Factory worker sues Virginia Employment Commission
The Virginia Employment Commission is under fire again. Since the pandemic started, VEC has not had a moment of peace. People believe that the problems of the VEC did not just erupt out of nowhere due to the overwhelming numbers of jobless claims and other benefits but rather it was overwhelming because the agency was already failing.
For decades the VEC is said to have had multiple structural and functioning problems including record-management issues, low staff morale, and unclean facilities. During the pandemic, the agency lagged in setting up benefits and created a massive backlog. This also led to a class-action lawsuit being filed against them. VEC's incompetence was brought to light by the surge of unemployment claims which overwhelmed them to the point that most people did not receive their requests.

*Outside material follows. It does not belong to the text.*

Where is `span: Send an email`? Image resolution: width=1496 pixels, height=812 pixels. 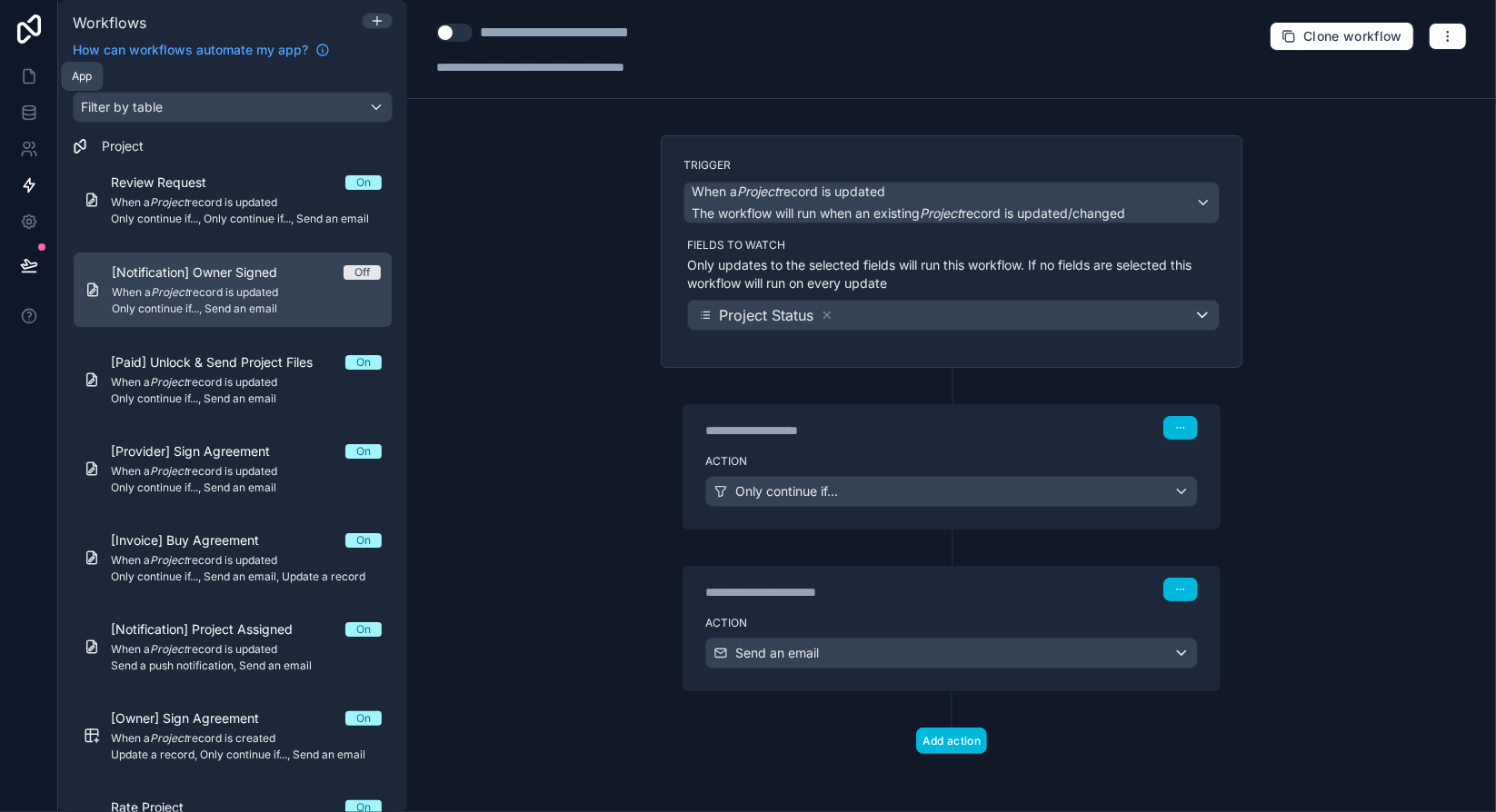 span: Send an email is located at coordinates (777, 653).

VEC is being sued again but this time by an unemployed Virginia factory worker named Ernest Ray. For 26 years Ray worked as a factory worker in a physically demanding position at a compressor factory. When he lost his job in 2018, he applied for and received $9,000 in unemployment benefits. Cut to three years later Ray is forced to fight the Virginia Employment Commission in Court as they try to take back the money he received as benefits. Ray kept receiving the benefits for a year while he constantly looked for a job. In 2019 he was asked by staff to report his job search activities even after his benefits ran out. During this time Ray, who is 57 years old and deaf, missed a week of search due to medical reasons and produced a doctor's note for the same. Soon after he received a notice stating that he is deemed unfit to work and an applicant must be eligible to work in order to get benefits. The state claimed that he got the benefits by mistake and they wanted it back. Ray's lawyer Hugh O'Donnell said this illustrates the ethos of a radically dysfunctional agency.